“Love Thy Enemies”
January 18 is Martin Luther King Day, a national holiday set aside to honor the great civil rights warrior who fought in the 1950 and 60s against racism in the United States. Even after one hundred years following the Civil War, our nation was still plagued by the continuance of blatant unfairness and subjugation visited upon many of our black citizens. While the Civil War did halt institutional slavery, it fell grievously short in bringing true equality and fairness to its many newly freed citizens. The demoralizing, penalizing, and hateful practices of racism – never truly ceased for many black people, especially so in the South.
What were some of these abuses built up over this one hundred years that stirred Rev. King and the Civil Right Movement to take to the streets and highways in passionate protest?
One injustice and barbarity after another was piled on top of the Southern black man: disenfranchisement of voting rights, separate but very unequal schools, lynching, industrial slavery (Read Slavery Under Another Name), Jim Crow laws, the terror of the Klu Klux Klan, the withdrawal of Federal protection starting in 1877, debt slavery via sharecropping, – all these and many more abuses – created an overriding oppression of their humanity, of their God-given dignity, and of their equality as worthy citizens.
The focus of this column is to underscore how such abuse by one set of humans visited upon another is to be resisted and fought to bring about a measure of victory. The oppression of the black man in the United States beginning with its importation of slaves from its earliest days as a colony to the atrocities still in place into the 1960’s, and even today with its hangover from racial prejudices from the past – is just one more sorry episode in the history of mankind. The facts of human history tell us that oppression, subjugation, and genocide will never cease, and that there will always be a need to resist and defeat evildoers if one desires to live in freedom with dignity. There will always be a war to fight; the challenge is to find the right way to wage such a war.
So, back to Martin Luther King and the Civil Rights Movement. How did their fight the vicious racism suffered by his fellow black citizens? Answer: their tactic was Biblical nonviolent resistance using God’s precept that one should LOVE his enemies! Their protest marches were peaceful demonstrations designed to call attention to the hideous practices visited upon black people in the South. The brutal reactions, beatings, and even murder by many Southerners and their racist leaders – both political, economic, and religious, was now exposed and seen on TV by millions across our land. The vicious acts of stoning and clubbing peaceful protestors, hauling them off to jails and prison cells was now out in the open. The wrongdoers were now exposed and shamed, creating a backlash crying for justice reaching all the way to the White House and Congress.
The tactic of nonviolent resistance produced some notable victories: after wading through some prolonged political resistance, the 24th Amendment to the Constitution was ratified, prohibiting the use of poll taxes. This was followed by the Civil Rights Act of 1964 which forbids discrimination on the basis of race, sex, religion or national origin in public accommodations.

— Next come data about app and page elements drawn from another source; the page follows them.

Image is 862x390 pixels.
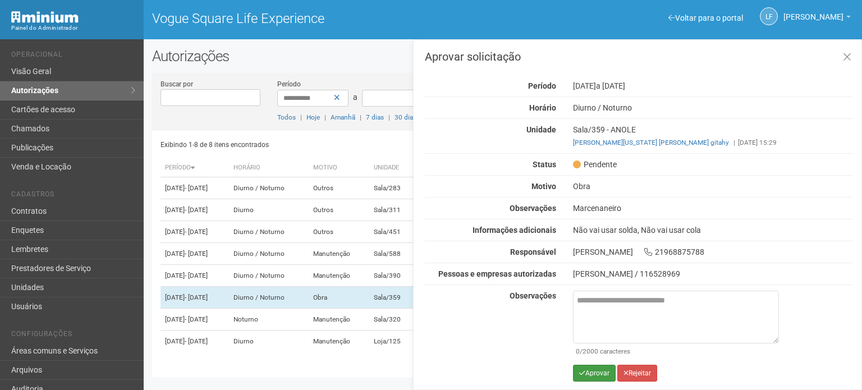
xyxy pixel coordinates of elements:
[160,243,229,265] td: [DATE]
[11,11,79,23] img: Minium
[528,81,556,90] strong: Período
[425,51,853,62] h3: Aprovar solicitação
[783,14,850,23] a: [PERSON_NAME]
[564,181,861,191] div: Obra
[229,309,309,330] td: Noturno
[185,228,208,236] span: - [DATE]
[733,139,735,146] span: |
[185,250,208,257] span: - [DATE]
[324,113,326,121] span: |
[229,243,309,265] td: Diurno / Noturno
[472,226,556,234] strong: Informações adicionais
[229,199,309,221] td: Diurno
[576,347,579,355] span: 0
[229,330,309,352] td: Diurno
[596,81,625,90] span: a [DATE]
[229,265,309,287] td: Diurno / Noturno
[309,199,370,221] td: Outros
[160,199,229,221] td: [DATE]
[529,103,556,112] strong: Horário
[573,159,616,169] span: Pendente
[510,247,556,256] strong: Responsável
[617,365,657,381] button: Rejeitar
[185,206,208,214] span: - [DATE]
[152,11,494,26] h1: Vogue Square Life Experience
[369,287,417,309] td: Sala/359
[526,125,556,134] strong: Unidade
[783,2,843,21] span: Letícia Florim
[229,159,309,177] th: Horário
[309,221,370,243] td: Outros
[532,160,556,169] strong: Status
[369,243,417,265] td: Sala/588
[509,204,556,213] strong: Observações
[160,309,229,330] td: [DATE]
[309,243,370,265] td: Manutenção
[306,113,320,121] a: Hoje
[360,113,361,121] span: |
[160,136,499,153] div: Exibindo 1-8 de 8 itens encontrados
[564,247,861,257] div: [PERSON_NAME] 21968875788
[185,293,208,301] span: - [DATE]
[835,45,858,70] a: Fechar
[300,113,302,121] span: |
[185,272,208,279] span: - [DATE]
[576,346,776,356] div: /2000 caracteres
[152,48,853,65] h2: Autorizações
[11,190,135,202] li: Cadastros
[369,159,417,177] th: Unidade
[573,365,615,381] button: Aprovar
[160,330,229,352] td: [DATE]
[564,203,861,213] div: Marcenaneiro
[160,287,229,309] td: [DATE]
[366,113,384,121] a: 7 dias
[564,125,861,148] div: Sala/359 - ANOLE
[369,309,417,330] td: Sala/320
[564,225,861,235] div: Não vai usar solda, Não vai usar cola
[11,330,135,342] li: Configurações
[369,199,417,221] td: Sala/311
[369,330,417,352] td: Loja/125
[160,79,193,89] label: Buscar por
[760,7,777,25] a: LF
[394,113,416,121] a: 30 dias
[160,177,229,199] td: [DATE]
[309,287,370,309] td: Obra
[564,103,861,113] div: Diurno / Noturno
[573,269,853,279] div: [PERSON_NAME] / 116528969
[309,159,370,177] th: Motivo
[438,269,556,278] strong: Pessoas e empresas autorizadas
[185,337,208,345] span: - [DATE]
[309,309,370,330] td: Manutenção
[353,93,357,102] span: a
[160,265,229,287] td: [DATE]
[573,137,853,148] div: [DATE] 15:29
[277,79,301,89] label: Período
[309,177,370,199] td: Outros
[160,221,229,243] td: [DATE]
[309,265,370,287] td: Manutenção
[369,221,417,243] td: Sala/451
[531,182,556,191] strong: Motivo
[185,184,208,192] span: - [DATE]
[277,113,296,121] a: Todos
[309,330,370,352] td: Manutenção
[369,177,417,199] td: Sala/283
[185,315,208,323] span: - [DATE]
[11,50,135,62] li: Operacional
[229,221,309,243] td: Diurno / Noturno
[11,23,135,33] div: Painel do Administrador
[160,159,229,177] th: Período
[229,287,309,309] td: Diurno / Noturno
[564,81,861,91] div: [DATE]
[388,113,390,121] span: |
[668,13,743,22] a: Voltar para o portal
[369,265,417,287] td: Sala/390
[509,291,556,300] strong: Observações
[573,139,729,146] a: [PERSON_NAME][US_STATE] [PERSON_NAME] gitahy
[229,177,309,199] td: Diurno / Noturno
[330,113,355,121] a: Amanhã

And finally, Congress passed the Voting Rights Act of 1965, prohibiting any procedure that denied the voting rights of individuals because of their race.
The greater victories, however, were the changes in the hearts of many men and women throughout the U.S. as one by one recognizing the ugliness they harbored against a fellow human being, they sought forgiveness from God and the offended. Racial barriers slowly started to recede. Integration was a step in this corrective direction. The battle continues today, however, as the heart of man is notoriously stubborn. What is needed now more than ever, is for each individual – black, white, brown, and yellow – to ask God for the strength to love and not hate another person – be it friend or foe. May the hated never become a hater!